Golda Meir once famously stated that “Until they start to love their own children more than they want to kill mine, there will never be peace in the Middle East.” Rarely, if ever, has the enduring truth of that assessment been more obvious. A democratic state, seeking peace with her neighbors still, welcomed home a single kidnapped son, whose ransom they willingly overpaid, all while grieving anew their previous losses, and thereby demonstrated the importance they place on a life. A totalitarian regime built on violence and hate celebrated the wholesale return of her failed terrorists, lawbreakers and murders, and vowed to take more Israeli prisoners until all the Palestinians were freed, and in the process, celebrated death, and showed how much their own people are merely pawns to be sacrificed to achieve some narrowly defined “victory,” achievable only through the annihilation of another.

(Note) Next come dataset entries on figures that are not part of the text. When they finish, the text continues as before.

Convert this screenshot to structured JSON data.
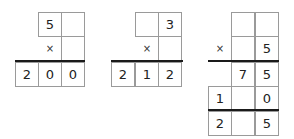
{
  "puzzles": [
    {
      "rows": [
        [
          "",
          "5",
          ""
        ],
        [
          "",
          "×",
          ""
        ],
        [
          "2",
          "0",
          "0"
        ]
      ]
    },
    {
      "rows": [
        [
          "",
          "",
          "3"
        ],
        [
          "",
          "×",
          ""
        ],
        [
          "2",
          "1",
          "2"
        ]
      ]
    },
    {
      "rows": [
        [
          "",
          "",
          ""
        ],
        [
          "×",
          "",
          "5"
        ],
        [
          "",
          "7",
          "5"
        ],
        [
          "1",
          "",
          "0"
        ],
        [
          "2",
          "",
          "5"
        ]
      ]
    }
  ]
}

Let me make clear – despite these comparisons and criticisms, I want peace for the Palestinian people as much as anyone, and not merely because it is essential if Israel is ever to enjoy peace herself. The Palestinian people have the right to self-determination every bit as much as every other person on this planet. And therefore I mourn for ALL the victims of the terror – not just those who died or lost loved ones, but those who are kept from achieving their self-determination by their leaders’ callous use of violence and terror against innocent targets. Only a true and lasting peace that allows all people to live free from fear and with the dignity that comes with independence will achieve the end that I, and so many others, dream of. Only such a peace will allow the families of 1402 Israeli terror victims in the last 11 years [flip the poster over to be visible] to ever have any sense of order in the chaos and doubt that came, uninvited, with their losses. Only such a peace can allow Palestinians and Israelis to live freely.
Our liturgy on this night changes from the joy of summer, in praying for the dew of the dry season, to the gloom of the rainy season, while acknowledging that in that gloom come life-giving rains. Our celebration of Simchat Torah moves from our joy of dancing with the Torah to the painful memories evoked by Yizkor. So must our focus on this night change from the joy of celebrating the safe return of Gilad Shalit, back to the hard work of comforting the victims of those released and their families, redoubling our efforts to bring about that peace which will make the suffering end.
On this night we remember, and begin the work to allow both the shark and the fish that Gilad wrote about at age 11 to live in peace and safety together, not just in a child’s story, but in real life. Amen.